1/15/2021

Looking back at my 1st project as Product designer at OmniSci

I just celebrated my 3 years at OmniSci (formerly MapD). Looking back, my biggest highlight was to move from Frontend engineering to Product design. 22 years ago, the same year I founded my UX design company BioDesign, I started teaching programming, so I always had both interests. 

My first project in that new role was to convert the app to dark mode. I always vaguely dismissed the request for dark mode UI as a trend. But then I got a very specific use case: the condition for our app to be displayed on the giant screen of the NVIDIA GTC conference was that it needed to be in dark mode, light mode simply blasts way too much on these giant screens.

It was a Sunday and the conference was on the next day so no time for a new build. I wrote some javascript to run in the browser console to override the css on-the-fly. Here's the result:



I developed dark mode screens before, mostly for monitoring apps where users have to stare at it all day, to relax the eye. But my manager Christian Baptiste showed me how to use Material guidelines for dark themes which really added some structure to UI patterns I was mostly improvising until then. From there I developed Omnisci-ui, which is our in-house theme for RMWC, an excellent React Material library. We also developed, with Chrstian and my colleague Duncan lane, a set of reusable Figma components for our mockups to match our javascript components.



I still need to learn more facts about the benefits of dark mode. But at the end of the day, a big part of making our users successful is to make them happy. We delivered dark mode with the next release of OmniSci Immerse and it was a great success. So I have to thank a giant screen for forcing me to learn how to properly design dark themes.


• [Work request]: Filter this material down to the lines that contain the string "side", and return those lines.
-- Records supplied follows --
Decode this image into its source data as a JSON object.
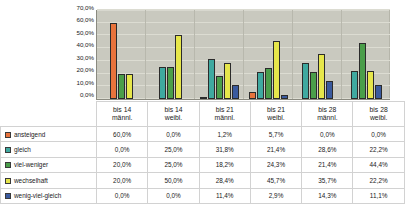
{
  "chart_data": {
    "type": "bar",
    "title": "",
    "xlabel": "",
    "ylabel": "",
    "ylim": [
      0,
      70
    ],
    "grid": true,
    "legend_position": "bottom-table",
    "categories": [
      "bis 14 männl.",
      "bis 14 weibl.",
      "bis 21 männl.",
      "bis 21 weibl.",
      "bis 28 männl.",
      "bis 28 weibl."
    ],
    "category_lines": [
      [
        "bis 14",
        "männl."
      ],
      [
        "bis 14",
        "weibl."
      ],
      [
        "bis 21",
        "männl."
      ],
      [
        "bis 21",
        "weibl."
      ],
      [
        "bis 28",
        "männl."
      ],
      [
        "bis 28",
        "weibl."
      ]
    ],
    "yticks": [
      "70,0%",
      "60,0%",
      "50,0%",
      "40,0%",
      "30,0%",
      "20,0%",
      "10,0%",
      "0,0%"
    ],
    "ytick_values": [
      70,
      60,
      50,
      40,
      30,
      20,
      10,
      0
    ],
    "series": [
      {
        "name": "ansteigend",
        "color": "#e8733c",
        "values": [
          60.0,
          0.0,
          1.2,
          5.7,
          0.0,
          0.0
        ],
        "labels": [
          "60,0%",
          "0,0%",
          "1,2%",
          "5,7%",
          "0,0%",
          "0,0%"
        ]
      },
      {
        "name": "gleich",
        "color": "#3fa9a0",
        "values": [
          0.0,
          25.0,
          31.8,
          21.4,
          28.6,
          22.2
        ],
        "labels": [
          "0,0%",
          "25,0%",
          "31,8%",
          "21,4%",
          "28,6%",
          "22,2%"
        ]
      },
      {
        "name": "viel-weniger",
        "color": "#4a9e4a",
        "values": [
          20.0,
          25.0,
          18.2,
          24.3,
          21.4,
          44.4
        ],
        "labels": [
          "20,0%",
          "25,0%",
          "18,2%",
          "24,3%",
          "21,4%",
          "44,4%"
        ]
      },
      {
        "name": "wechselhaft",
        "color": "#e6e64b",
        "values": [
          20.0,
          50.0,
          28.4,
          45.7,
          35.7,
          22.2
        ],
        "labels": [
          "20,0%",
          "50,0%",
          "28,4%",
          "45,7%",
          "35,7%",
          "22,2%"
        ]
      },
      {
        "name": "wenig-viel-gleich",
        "color": "#3a5a9e",
        "values": [
          0.0,
          0.0,
          11.4,
          2.9,
          14.3,
          11.1
        ],
        "labels": [
          "0,0%",
          "0,0%",
          "11,4%",
          "2,9%",
          "14,3%",
          "11,1%"
        ]
      }
    ]
  }
}
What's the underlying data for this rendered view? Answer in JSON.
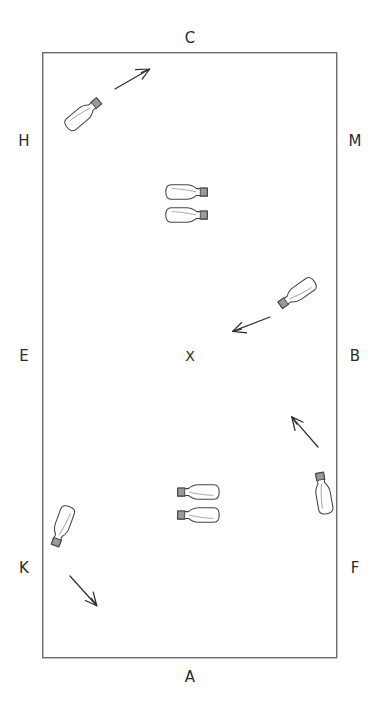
{
  "diagram": {
    "type": "spatial-arena-schematic",
    "background_color": "#ffffff",
    "stroke_color": "#4a4a4a",
    "label_color": "#2b2b2b",
    "canvas": {
      "width": 379,
      "height": 710
    },
    "arena": {
      "name": "rectangular-arena",
      "x": 42,
      "y": 52,
      "width": 295,
      "height": 606,
      "border_color": "#6b6b6b",
      "border_width": 1.4,
      "fill": "#ffffff"
    },
    "edge_labels": [
      {
        "id": "label-c",
        "text": "C",
        "side": "top",
        "x": 190,
        "y": 31
      },
      {
        "id": "label-h",
        "text": "H",
        "side": "left-upper",
        "x": 24,
        "y": 134
      },
      {
        "id": "label-m",
        "text": "M",
        "side": "right-upper",
        "x": 355,
        "y": 134
      },
      {
        "id": "label-e",
        "text": "E",
        "side": "left-middle",
        "x": 24,
        "y": 349
      },
      {
        "id": "label-b",
        "text": "B",
        "side": "right-middle",
        "x": 355,
        "y": 349
      },
      {
        "id": "label-k",
        "text": "K",
        "side": "left-lower",
        "x": 24,
        "y": 561
      },
      {
        "id": "label-f",
        "text": "F",
        "side": "right-lower",
        "x": 355,
        "y": 561
      },
      {
        "id": "label-a",
        "text": "A",
        "side": "bottom",
        "x": 190,
        "y": 670
      }
    ],
    "center_marker": {
      "id": "center-marker-x",
      "text": "X",
      "x": 190,
      "y": 349
    },
    "bottles": [
      {
        "id": "bottle-top-left",
        "cx": 88,
        "cy": 110,
        "rotation": -40,
        "neck": "up-right"
      },
      {
        "id": "bottle-center-upper-1",
        "cx": 193,
        "cy": 192,
        "rotation": 0,
        "neck": "right"
      },
      {
        "id": "bottle-center-upper-2",
        "cx": 193,
        "cy": 215,
        "rotation": 0,
        "neck": "right"
      },
      {
        "id": "bottle-right-middle",
        "cx": 292,
        "cy": 297,
        "rotation": 145,
        "neck": "down-left"
      },
      {
        "id": "bottle-right-lower",
        "cx": 322,
        "cy": 487,
        "rotation": 190,
        "neck": "up"
      },
      {
        "id": "bottle-center-lower-1",
        "cx": 192,
        "cy": 492,
        "rotation": 180,
        "neck": "left"
      },
      {
        "id": "bottle-center-lower-2",
        "cx": 192,
        "cy": 515,
        "rotation": 180,
        "neck": "left"
      },
      {
        "id": "bottle-bottom-left",
        "cx": 60,
        "cy": 532,
        "rotation": 110,
        "neck": "down-right"
      }
    ],
    "arrows": [
      {
        "id": "arrow-top-left",
        "x1": 117,
        "y1": 88,
        "x2": 158,
        "y2": 64,
        "direction": "up-right"
      },
      {
        "id": "arrow-right-middle",
        "x1": 268,
        "y1": 318,
        "x2": 228,
        "y2": 334,
        "direction": "down-left"
      },
      {
        "id": "arrow-right-lower",
        "x1": 315,
        "y1": 444,
        "x2": 292,
        "y2": 417,
        "direction": "up-left"
      },
      {
        "id": "arrow-bottom-left",
        "x1": 70,
        "y1": 577,
        "x2": 95,
        "y2": 604,
        "direction": "down-right"
      }
    ]
  }
}
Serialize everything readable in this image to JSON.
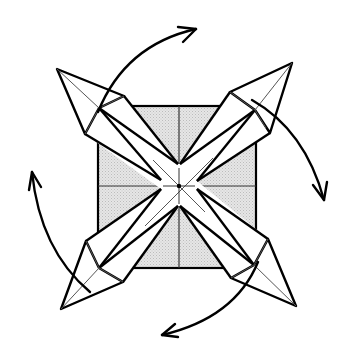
{
  "diagram": {
    "title": "Origami folding step: swing four points",
    "type": "origami-fold-diagram",
    "colors": {
      "line": "#000000",
      "crease": "#444444",
      "paper_shade": "#d9d9d9",
      "paper_white": "#ffffff",
      "background": "#ffffff"
    },
    "base_square": {
      "x": 98,
      "y": 106,
      "width": 158,
      "height": 162,
      "center": [
        179,
        186
      ]
    },
    "arms": [
      {
        "id": "top-left",
        "tip": [
          57,
          69
        ],
        "shoulder_a": [
          124,
          96
        ],
        "shoulder_b": [
          85,
          134
        ],
        "node": [
          99,
          108
        ],
        "notch_a": [
          178,
          164
        ],
        "notch_b": [
          161,
          180
        ]
      },
      {
        "id": "top-right",
        "tip": [
          292,
          63
        ],
        "shoulder_a": [
          230,
          92
        ],
        "shoulder_b": [
          270,
          133
        ],
        "node": [
          255,
          110
        ],
        "notch_a": [
          180,
          164
        ],
        "notch_b": [
          197,
          181
        ]
      },
      {
        "id": "bottom-left",
        "tip": [
          61,
          309
        ],
        "shoulder_a": [
          86,
          241
        ],
        "shoulder_b": [
          123,
          282
        ],
        "node": [
          99,
          268
        ],
        "notch_a": [
          161,
          189
        ],
        "notch_b": [
          178,
          206
        ]
      },
      {
        "id": "bottom-right",
        "tip": [
          296,
          306
        ],
        "shoulder_a": [
          268,
          239
        ],
        "shoulder_b": [
          231,
          278
        ],
        "node": [
          254,
          265
        ],
        "notch_a": [
          197,
          189
        ],
        "notch_b": [
          180,
          206
        ]
      }
    ],
    "arrows": [
      {
        "id": "arrow-top",
        "direction": "clockwise",
        "path": "M 98 112 Q 125 45 196 29"
      },
      {
        "id": "arrow-right",
        "direction": "clockwise",
        "path": "M 252 100 Q 305 130 324 200"
      },
      {
        "id": "arrow-bottom",
        "direction": "clockwise",
        "path": "M 258 262 Q 235 318 162 335"
      },
      {
        "id": "arrow-left",
        "direction": "clockwise",
        "path": "M 90 292 Q 40 250 32 172"
      }
    ]
  }
}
-- Records supplied concluded --
• [Result of this task]:
        "side": "top",
        "side": "left-upper",
        "side": "right-upper",
        "side": "left-middle",
        "side": "right-middle",
        "side": "left-lower",
        "side": "right-lower",
        "side": "bottom",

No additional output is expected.